The PDF is two pages, with some great custom illustrations and a visual style that perfectly matches the source material.
Mechanically, Scare School uses a d8 pool. Dice succeed on 6+, and 1-2 hits is a complicated success. No hits is a crit fail, and 8+ hits is a crit success. The harder you succeed, the more you build your Fear meter and set up for a Final Scare. Pulling off a Final Scare completes your homework.
There's plenty of tables for random targets, target behaviors, deep fears, and there's a flexible sort of class system where you can randomize your gross, slinky, patchwork monster appearance and uniquely horrible monster ability.
Character creation is quick and setting up play is easy.
That said, there's...a couple of issues I had with Scare School. I'm not sure everyone will encounter them, but they stood out to me.
The first is that you roll randomly for your starting stats. If this goes poorly and you get an all-1s monster, you're going to have a mathematically difficult time building up any Fear. The game doesn't soft-lock, but it might not feel extremely fun unless everyone pitches in and makes the game about helping you get your scare. Simultaneously, improving your character involves rolling over your stats, so if you got good rolls off of the bat, this can make for some frustrating dead levels.
I think I'd recommend an alternate set-up where you get 14 build points to split between your stats, and you can raise a single stat after each session. I think I'd also drop the threshold for a Major Success to 7+ hits, as there's not a lot of dice manipulation in the game and 7+ is hard to achieve even with the hypothetical maximum pool of 11d8 (using a +2d8 Scare and a Deepest Fear.)
My other issue is that...the gameplay is kind of just bullying?

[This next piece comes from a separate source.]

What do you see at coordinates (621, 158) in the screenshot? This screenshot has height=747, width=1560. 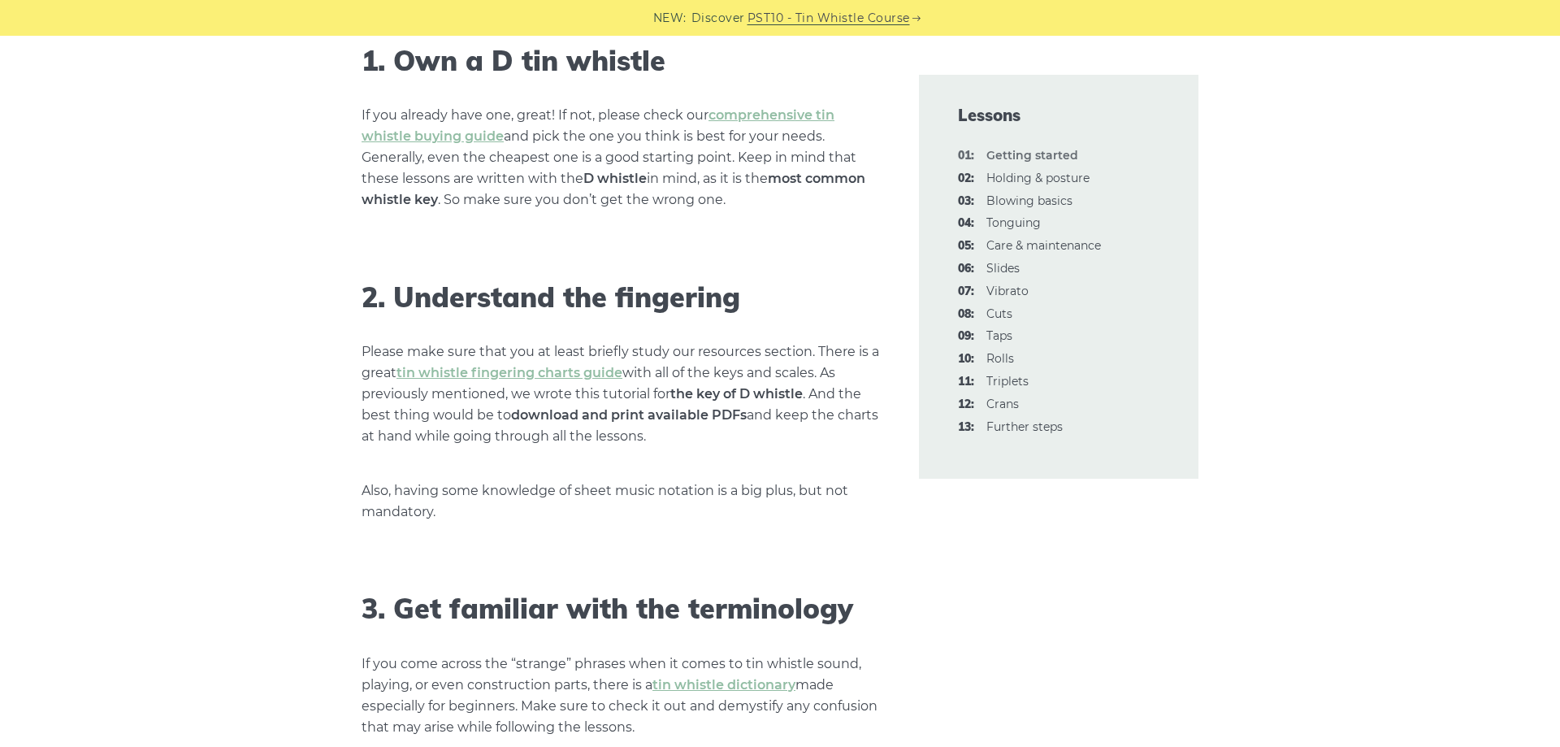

Or at least it'll tend that way unless you take care to set up the humans as deserving it or the scares as being essentially harmless. And even then, the Deepest Fears table has stuff like "drowning" or "the growing weight of their own mortality", and the victim reactions table has "talk to themself, repeating affirmations that it isn't real" and "shake, stutter, and cry."
Doing a little work in advance to build a scenario is probably the best way to avoid this. If you punch up, it'll feel less cruel. Alternately, you can do some world-building and explain why scares are important. This might turn your game into Aaaahhh! Real Monsters Inc.!, but I'm not 100% sure that's a bad thing.
Overall, Scare School is a neat, tight system that does a very good job of evoking the cartoon that it's based off of. It runs quickly, it's easy to wrap up, and I think it'd be an excellent convention game or one-shot. I *do* think you want to pre-cook a scenario or else brief the players on how you want them to play it, since otherwise it has the potential to hit an unfun level of dark, but with some basic precautions I think it'll be a light-hearted, wacky good time.